CHAPTER 70
The affairs of Stratford also claimed Shakespeare’s attention. For a moment his wife, Anne, re-enters the historical record in a minor role. The will of a neighbouring husbandman, Thomas Whittington of Shottery, left 40 shillings to the poor of Stratford “that is in the hand of Anne Shaxspere, wyf unto Mr. Wyllyam Shaxpere, and is due debt unto me.” 1 It has been suggested that Anne Shakespeare had been forced to borrow money from Whittington, whom she had known since childhood, because her husband was not maintaining her in proper fashion. This is most unlikely. She was ensconced in New Place, one of the most valuable properties in the town, and it would have been a disgrace to the name and reputation of the whole Shakespeare family if she had not been given the means both for its upkeep and for her standing in the town. All the evidence suggests that Shakespeare, far from being a negligent or parsimonious husband, regularly sent relatively large sums of money to his family. What other way would there have been of maintaining appearances, one of the essential characteristics of a sixteenth-century gentleman? The will in fact means only that Anne Shakespeare owed Whittington 40 shillings in a technical sense; it is likely that he gave the sum to her for safe-keeping, confirming the impression of her as a reliable and trustworthy housekeeper.

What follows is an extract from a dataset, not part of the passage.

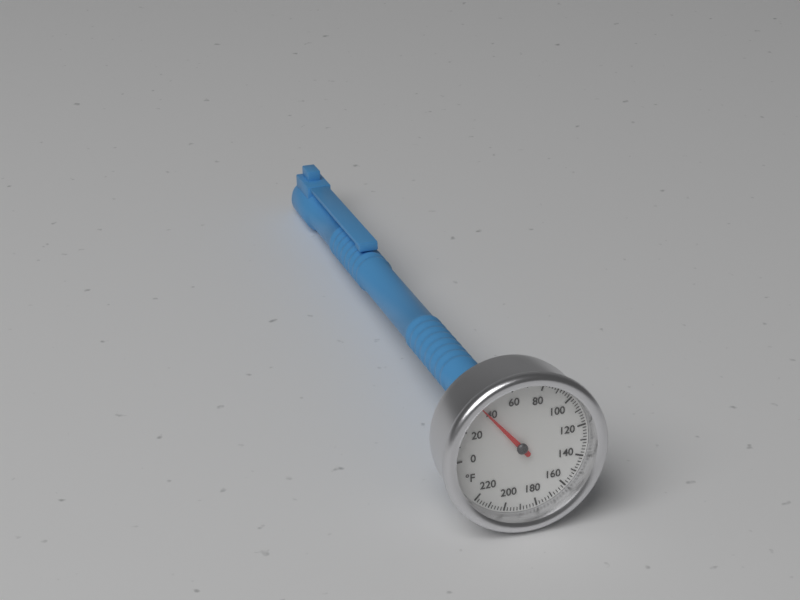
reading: 38 °F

There is one small episode of the period that also merits attention. At a slightly later date William Shakespeare sued a Stratford apothecary, Philip Rogers, for non-payment upon a consignment of malt. He had sold 20 bushels, at a price of 38 shillings, and then lent Rogers a further 2 shillings. Rogers himself had repaid only 6 shillings of the total amount, and so Shakespeare went to court for the remainder with a further demand for 10 shillings in damages. Nothing more is known of the case, and so it is likely that Rogers made reparations. It testifies, if nothing else, to Shakespeare’s strong sense of financial justice. It also suggests that Anne Shakespeare, in charge of domestic arrangements, ran something of a small household business in Stratford itself.
There were in fact alarms and excursions in the town which find a strange reflection in the drama that Shakespeare was about to compose. At the beginning of 1601 the lord of the manor of Stratford, Sir Edward Greville, had challenged the rights of the borough by enclosing some common land. Six of the town’s aldermen, among them Shakespeare’s acquaintance Richard Quiney, then levelled the hedges that marked the enclosures; whereupon Greville accused them of riot. Quiney and Shakespeare’s cousin, Thomas Greene, travelled to London to enlist the advice and assistance of the Attorney General; among those who had signed a statement concerning the town’s rights was John Shakespeare. But no immediate aid was forthcoming. Quiney was elected bailiff that autumn, against the wishes of Greville, and the whole affair turned into an aggressive confrontation between the two parties. There are reports of “minaces” and of “braweling,”2 and in the spring of 1602 Quiney was attacked in an affray and wounded. He died soon after. It is a nasty story of rivalries between the local people and the avaricious lord. It has its counterparts in other country towns where the problem of enclosures had arisen, but in this case it implicated people well known to Shakespeare. It is not stretching credulity too far to see something of this local drama in the plot of Coriolanus, whereby the tribunes of the people are matched against a haughty and domineering patrician.3 Yet, even here, it is impossible to say that Shakespeare takes “sides.” He needed this detachment from the events around him in order to invest so much energy in his imagined drama.